Exactly how Britain manages to negotiate its exit from the European Union is shaping up to be the defining geopolitical and macroeconomic event of our times. Who thought two years ago that we would be talking about possible food and medicine shortages and airplanes being grounded on domestic runways upon our historic departure?
We’re just over four months from when Article 50 pulls the UK out of the bloc and yet we are no nearer to knowing the outcome. Indeed, prime minister Theresa May’s political fragility means that any number of outcomes cannot be ruled out, from a chaotic ‘no-deal’ Brexit to the country avoiding any departure at all by way of a so-called People’s Vote.
Clipped wings
Those fearful over a prolonged and/or painful exit from the EU may want to give FTSE 100 retailer Kingfisher (LSE: KGF) an extremely wide berth.
Conditions on the UK high street have been steadily deteriorating over the past several months as the Brexit fog has intensified, and I believe there’s scope for things to get much worse before they get better. And latest data from the Office for National Statistics underlined the extent of the problem, total retail sales growing just 0.4% in the three months to October versus 2.3% in the quarter to July.
Kingfisher’s sliding share price since the spring — down 32% from the beginning of March, in fact — exemplifies these difficulties but this is not the only problem for the B&Q operator. In fact, its woes are threefold: those aforementioned pressures on Britons’ spending power; the drag created by its stuttering restructuring problem; and a troubled DIY sector in its other major market of France.
These problems were reflected in Kingfisher’s interim results of September when it declared that adjusted pre-tax profits had sunk 18% in the six months to July, to £323m. Back then chief executive Véronique Laury also advised that “the outlook for our main markets continues to be mixed.”
Danger ahead
Considering that the broad trading environment has only worsened since the summer I think that third-quarter trading numbers scheduled for tomorrow (November 21) could send the firm’s share price sinking yet again.
It’s not a surprise to have seen City analysts cutting their earnings estimates in the past few months and I can envision further reductions occurring in the wake of those Q3 results (profits rises of 7% and 20% are currently forecast for the years to January 2019 and 2020 respectively).
Because of this, Kingfisher’s low valuation, a forward P/E multiple of 10.5 times, doesn’t much tempt me. And nor do predictions of a 10.9p per share dividend for this year, up from 10.82p last year, or a 12.5p payout for fiscal 2020, projections that yield 4.5% and 5.1%.
So murky is the company’s medium-term earnings outlook, and so strained is its balance sheet that expectations of any sort of dividend hike look fanciful at best. All things considered, I reckon the risks at Kingfisher far outweigh the potential rewards in the current climate, and I therefore believe the retail play should be avoided at all costs.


Work instructions: Your copy should hold every record exactly and no images.

+++

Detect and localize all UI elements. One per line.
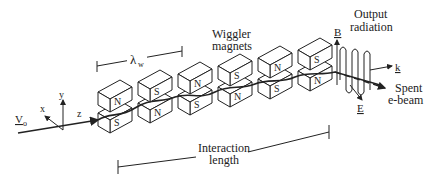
svg-text:S: S <box>274 83 280 94</box>
svg-text:N: N <box>274 62 281 73</box>
svg-text:N: N <box>154 107 161 118</box>
e-field-label: E <box>357 102 364 114</box>
svg-text:N: N <box>234 91 241 102</box>
velocity-subscript: o <box>23 119 27 128</box>
fel-wiggler-diagram: λ w Wiggler magnets Output radiation y x… <box>0 0 434 189</box>
spent-label-line2: e-beam <box>388 93 424 107</box>
lambda-subscript: w <box>138 60 144 69</box>
svg-text:N: N <box>314 75 321 86</box>
output-label-line1: Output <box>354 7 388 21</box>
svg-text:N: N <box>114 96 121 107</box>
wavelength-dimension: λ w <box>97 46 182 72</box>
axis-x-label: x <box>40 103 45 114</box>
lambda-label: λ <box>130 52 137 67</box>
k-vector-label: k <box>395 61 401 73</box>
svg-text:S: S <box>194 99 200 110</box>
interaction-length-dimension: Interaction length <box>118 125 329 174</box>
wiggler-label-line2: magnets <box>212 39 252 53</box>
output-label-line2: radiation <box>350 20 393 34</box>
velocity-label: V <box>15 113 23 125</box>
svg-text:S: S <box>234 70 240 81</box>
svg-text:S: S <box>114 117 120 128</box>
svg-text:S: S <box>154 86 160 97</box>
svg-text:N: N <box>194 78 201 89</box>
b-field-label: B <box>334 26 341 38</box>
electron-beam-incoming <box>18 120 98 133</box>
svg-text:S: S <box>314 54 320 65</box>
interaction-label-line2: length <box>209 153 239 167</box>
axis-y-label: y <box>59 89 64 100</box>
axis-z-label: z <box>77 108 82 119</box>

+++

Response:
Detect and localize all UI elements. One per line.
svg-text:S: S <box>274 83 280 94</box>
svg-text:N: N <box>274 62 281 73</box>
svg-text:N: N <box>154 107 161 118</box>
e-field-label: E <box>357 102 364 114</box>
svg-text:N: N <box>234 91 241 102</box>
velocity-subscript: o <box>23 119 27 128</box>
fel-wiggler-diagram: λ w Wiggler magnets Output radiation y x… <box>0 0 434 189</box>
spent-label-line2: e-beam <box>388 93 424 107</box>
lambda-subscript: w <box>138 60 144 69</box>
svg-text:N: N <box>314 75 321 86</box>
output-label-line1: Output <box>354 7 388 21</box>
svg-text:N: N <box>114 96 121 107</box>
wavelength-dimension: λ w <box>97 46 182 72</box>
axis-x-label: x <box>40 103 45 114</box>
lambda-label: λ <box>130 52 137 67</box>
k-vector-label: k <box>395 61 401 73</box>
svg-text:S: S <box>194 99 200 110</box>
interaction-length-dimension: Interaction length <box>118 125 329 174</box>
wiggler-label-line2: magnets <box>212 39 252 53</box>
output-label-line2: radiation <box>350 20 393 34</box>
velocity-label: V <box>15 113 23 125</box>
svg-text:S: S <box>234 70 240 81</box>
svg-text:S: S <box>114 117 120 128</box>
svg-text:S: S <box>154 86 160 97</box>
svg-text:N: N <box>194 78 201 89</box>
b-field-label: B <box>334 26 341 38</box>
electron-beam-incoming <box>18 120 98 133</box>
svg-text:S: S <box>314 54 320 65</box>
interaction-label-line2: length <box>209 153 239 167</box>
axis-y-label: y <box>59 89 64 100</box>
axis-z-label: z <box>77 108 82 119</box>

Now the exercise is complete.